Down’s test upset A TEST to reveal whether a fetus has Down’s syndrome from just a drop of its mother’s blood has hit a snag. A panel set up by Sequenom of San Diego, California, to investigate the firm’s seemingly rosy research results has found they contain “inadequately substantiated claims, inconsistencies and errors”. Prenatal Down’s tests typically involve using a needle to draw fluid from the mother’s womb. This carries a small risk of miscarriage. In September 2008, Sequenom said that its test, which dodges this risk as it relies on fetal RNA in the mother’s blood, would be ready by June 2009. But Sequenom reported on 28 September that the panel found problems with its data. Sequenom sacked five employees and says it cannot predict when its test will be ready, though it stands by the underlying science.
Credit crunch joy Our current economic woes have one bright side. Emissions of carbon dioxide are expected to be 3 per cent lower this year than in 2008 due to the economic slowdown, according to the International Energy Agency.This is the steepest drop in 40 years.
Sun shield lowered Space radiation is at a record high. Measurements by NASA’s Advanced Composition Explorer indicate that cosmic rays are 19 per cent more abundant than at any other time in the past 50 years. A lull in solar activity has weakened the sun’s magnetic field, which normally shields the solar system from cosmic rays. The onslaught could play havoc with spacecraft electronics.
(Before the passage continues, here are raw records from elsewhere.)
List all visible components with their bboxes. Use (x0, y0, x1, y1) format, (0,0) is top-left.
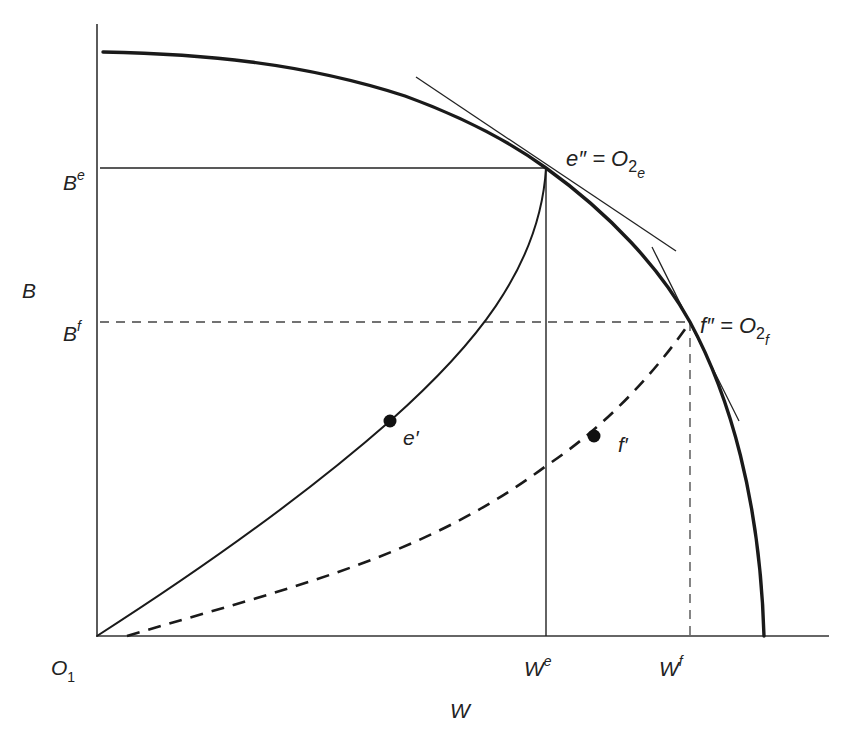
we-superscript: e (544, 653, 552, 669)
f-prime-label: f′ (618, 433, 629, 456)
contract-curve-e (97, 168, 546, 636)
edgeworth-frontier-diagram: B W O1 Be Bf We Wf e″ = O2e f″ = O2f e′ … (0, 0, 844, 750)
f-double-prime-label: f″ = O2f (700, 313, 771, 348)
point-f-prime (588, 430, 601, 443)
we-base: W (524, 657, 546, 680)
e-double-prime-sub: 2 (628, 158, 637, 175)
f-double-prime-sub: 2 (756, 325, 765, 342)
production-possibility-frontier (103, 52, 764, 636)
be-tick-label: Be (63, 167, 85, 194)
bf-base: B (63, 322, 77, 345)
origin-label-subscript: 1 (67, 669, 75, 685)
x-axis-label: W (450, 699, 472, 722)
wf-superscript: f (679, 653, 685, 669)
f-double-prime-subsub: f (765, 332, 771, 348)
y-axis-label: B (22, 279, 36, 302)
origin-label: O1 (51, 656, 75, 685)
we-tick-label: We (524, 653, 552, 680)
e-double-prime-subsub: e (637, 165, 645, 181)
wf-tick-label: Wf (659, 653, 685, 680)
e-prime-label: e′ (403, 426, 420, 449)
origin-label-base: O (51, 656, 67, 679)
be-base: B (63, 171, 77, 194)
e-double-prime-label: e″ = O2e (566, 146, 645, 181)
bf-tick-label: Bf (63, 318, 83, 345)
point-e-prime (384, 415, 397, 428)
f-double-prime-lhs: f″ = O (700, 313, 756, 338)
e-double-prime-lhs: e″ = O (566, 146, 628, 171)
wf-base: W (659, 657, 681, 680)
contract-curve-f (127, 322, 690, 636)
bf-superscript: f (77, 318, 83, 334)
be-superscript: e (77, 167, 85, 183)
Toxic glaciers Melting glaciers are feeding toxic chemicals into alpine lakes. An analysis of lake sediments deposited over the last 60 years shows that chemicals banned in the 1980s have been preserved in the ice and are still flowing into Swiss lakes. Global warming could accelerate this pollution, they add (Environmental Science & Technology, DOI: 10.1021/ es901628x).
Vaccine off the hook A cervical cancer vaccine was not responsible for the death of 14-year-old Natalie Morton of Coventry, UK. On 1 October pathologists confirmed that the real cause was a large malignant tumour in her heart and lungs.